Wind power's appeal for farmers is that the turbines needed for a project don't take up much room. That means a rancher can continue farming while collecting royalties or rent for the use of his land. In open, flat terrain, for example, a utility-scale wind plant requires about 60 acres per megawatt of installed capacity. But only 5 percent is actually occupied by turbines, access roads and other equipment, according to the company's Web site, infiniteenergyresources.com. A landowner can expect to earn about $3,000 a year per utility-scale wind turbine, or about $14,000 for a 250-acre farm with no more than 2 to 3 acres removed from production, the Web site said.
Infinite Energy also has an option to produce some of the power at its Arabella wind farm by harnessing the sun. That's the only way to make the project viable, Newland said, because the wind velocity there isn't always high enough to generate electricity.
"Our role is to develop the sites and get them ready for construction," Moretz said. "We do the permitting and wind regime [average annual wind speed] measurement. You have to put up meteorological towers to measure wind velocity over a period of time. It takes a substantial amount of wind [about 20 miles per hour] to move turbines."
Newland said she first started looking for sites in Maine, then Colorado and Kansas. She finally settled on New Mexico, which currently ranks 10th nationwide in wind-power production. Not only does the state have a number of potential sites for wind farms--Infinite Energy is looking at five others--but its governor, Bill Richardson, is a former U.S. secretary of energy and supports wind- and solar-energy projects, she said.

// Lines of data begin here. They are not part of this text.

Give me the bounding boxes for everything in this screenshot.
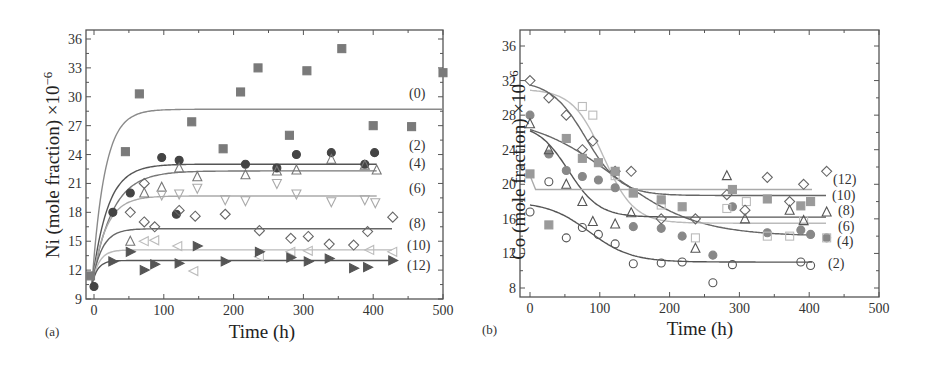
fit-curve-4 [530, 130, 812, 236]
fit-curve-10 [92, 250, 392, 285]
square-filled-marker-icon [545, 221, 553, 229]
y-tick-label: 36 [502, 39, 516, 54]
x-tick-label: 400 [363, 303, 384, 318]
triangle-up-marker-icon [562, 179, 571, 188]
triangle-down-marker-icon [157, 191, 166, 200]
panel-b-x-axis-title: Time (h) [667, 318, 733, 340]
triangle-left-marker-icon [139, 237, 148, 246]
square-marker-icon [188, 118, 196, 126]
square-filled-marker-icon [578, 154, 586, 162]
circle-marker-icon [292, 151, 300, 159]
circle-marker-icon [611, 240, 619, 248]
curve-label: (4) [837, 234, 854, 250]
fit-curve-4 [92, 171, 377, 285]
square-filled-marker-icon [678, 203, 686, 211]
y-tick-label: 30 [68, 90, 82, 105]
curve-label: (10) [407, 238, 431, 254]
y-tick-label: 33 [68, 61, 82, 76]
y-tick-label: 24 [68, 148, 82, 163]
diamond-marker-icon [626, 166, 636, 176]
curve-label: (8) [409, 216, 426, 232]
triangle-down-marker-icon [292, 190, 301, 199]
circle-marker-icon [90, 282, 98, 290]
triangle-down-marker-icon [360, 196, 369, 205]
triangle-down-marker-icon [193, 184, 202, 193]
series-10 [525, 76, 832, 224]
x-tick-label: 0 [527, 301, 534, 316]
triangle-up-marker-icon [140, 188, 149, 197]
diamond-marker-icon [286, 233, 296, 243]
triangle-left-marker-icon [173, 242, 182, 251]
x-tick-label: 0 [91, 303, 98, 318]
circle-marker-icon [109, 208, 117, 216]
square-open-marker-icon [691, 234, 699, 242]
square-marker-icon [135, 90, 143, 98]
diamond-marker-icon [799, 179, 809, 189]
fit-curve-2 [92, 164, 377, 284]
series-0 [87, 45, 447, 280]
circle-filled-marker-icon [578, 173, 586, 181]
panel-b-label: (b) [482, 322, 497, 337]
circle-filled-marker-icon [823, 234, 831, 242]
square-marker-icon [303, 67, 311, 75]
triangle-right-marker-icon [140, 266, 149, 275]
curve-label: (0) [409, 86, 426, 102]
curve-label: (8) [838, 203, 855, 219]
curve-label: (6) [838, 219, 855, 235]
y-tick-label: 9 [75, 292, 82, 307]
y-tick-label: 21 [68, 176, 82, 191]
curve-label: (12) [407, 258, 431, 274]
square-marker-icon [87, 272, 95, 280]
plot-frame [520, 30, 879, 297]
series-12 [526, 134, 815, 228]
triangle-up-marker-icon [822, 207, 831, 216]
triangle-right-marker-icon [126, 247, 135, 256]
circle-filled-marker-icon [611, 184, 619, 192]
triangle-up-marker-icon [126, 236, 135, 245]
triangle-down-marker-icon [175, 190, 184, 199]
diamond-marker-icon [303, 231, 313, 241]
x-tick-label: 100 [153, 303, 174, 318]
circle-marker-icon [172, 210, 180, 218]
circle-filled-marker-icon [629, 223, 637, 231]
series-2 [90, 149, 379, 291]
triangle-right-marker-icon [304, 257, 313, 266]
curve-label: (2) [409, 138, 426, 154]
square-filled-marker-icon [797, 202, 805, 210]
square-marker-icon [121, 148, 129, 156]
square-open-marker-icon [589, 111, 597, 119]
x-tick-label: 100 [589, 301, 610, 316]
circle-marker-icon [545, 178, 553, 186]
triangle-down-marker-icon [241, 197, 250, 206]
square-open-marker-icon [742, 198, 750, 206]
triangle-right-marker-icon [389, 256, 398, 265]
y-tick-label: 18 [68, 205, 82, 220]
fit-curve-8 [92, 229, 392, 285]
y-tick-label: 36 [68, 32, 82, 47]
series-10 [139, 236, 396, 276]
x-tick-label: 300 [729, 301, 750, 316]
diamond-marker-icon [220, 209, 230, 219]
triangle-left-marker-icon [150, 236, 159, 245]
triangle-up-marker-icon [588, 216, 597, 225]
x-tick-label: 200 [223, 303, 244, 318]
y-tick-label: 12 [68, 263, 82, 278]
triangle-right-marker-icon [350, 264, 359, 273]
square-marker-icon [408, 123, 416, 131]
panel-a-ni-chart: 01002003004005009121518212427303336(0)(2… [68, 30, 454, 318]
square-marker-icon [338, 45, 346, 53]
series-12 [109, 242, 398, 275]
series-4 [126, 154, 381, 245]
series-6 [157, 179, 380, 207]
curve-label: (4) [409, 156, 426, 172]
circle-filled-marker-icon [594, 176, 602, 184]
curve-label: (6) [409, 181, 426, 197]
diamond-marker-icon [254, 226, 264, 236]
series-8 [125, 178, 397, 250]
square-filled-marker-icon [657, 196, 665, 204]
y-tick-label: 27 [68, 119, 82, 134]
circle-filled-marker-icon [709, 251, 717, 259]
square-open-marker-icon [786, 232, 794, 240]
circle-filled-marker-icon [657, 224, 665, 232]
curve-label: (12) [833, 172, 857, 188]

Infinite Energy Resources probably will spend another year and a half evaluating the Santa Rosa site, clearing environmental hurdles and obtaining permits, said Moretz. He hopes that by then it will have a third-party partner that will buy the turbines, do the construction and operate the wind farm. "It takes eight to 10 months to build it," he said. "In about 21/2 years, roughly, we'll be operating our first wind generation facility in New Mexico. The power will probably be sold to Arizona and California."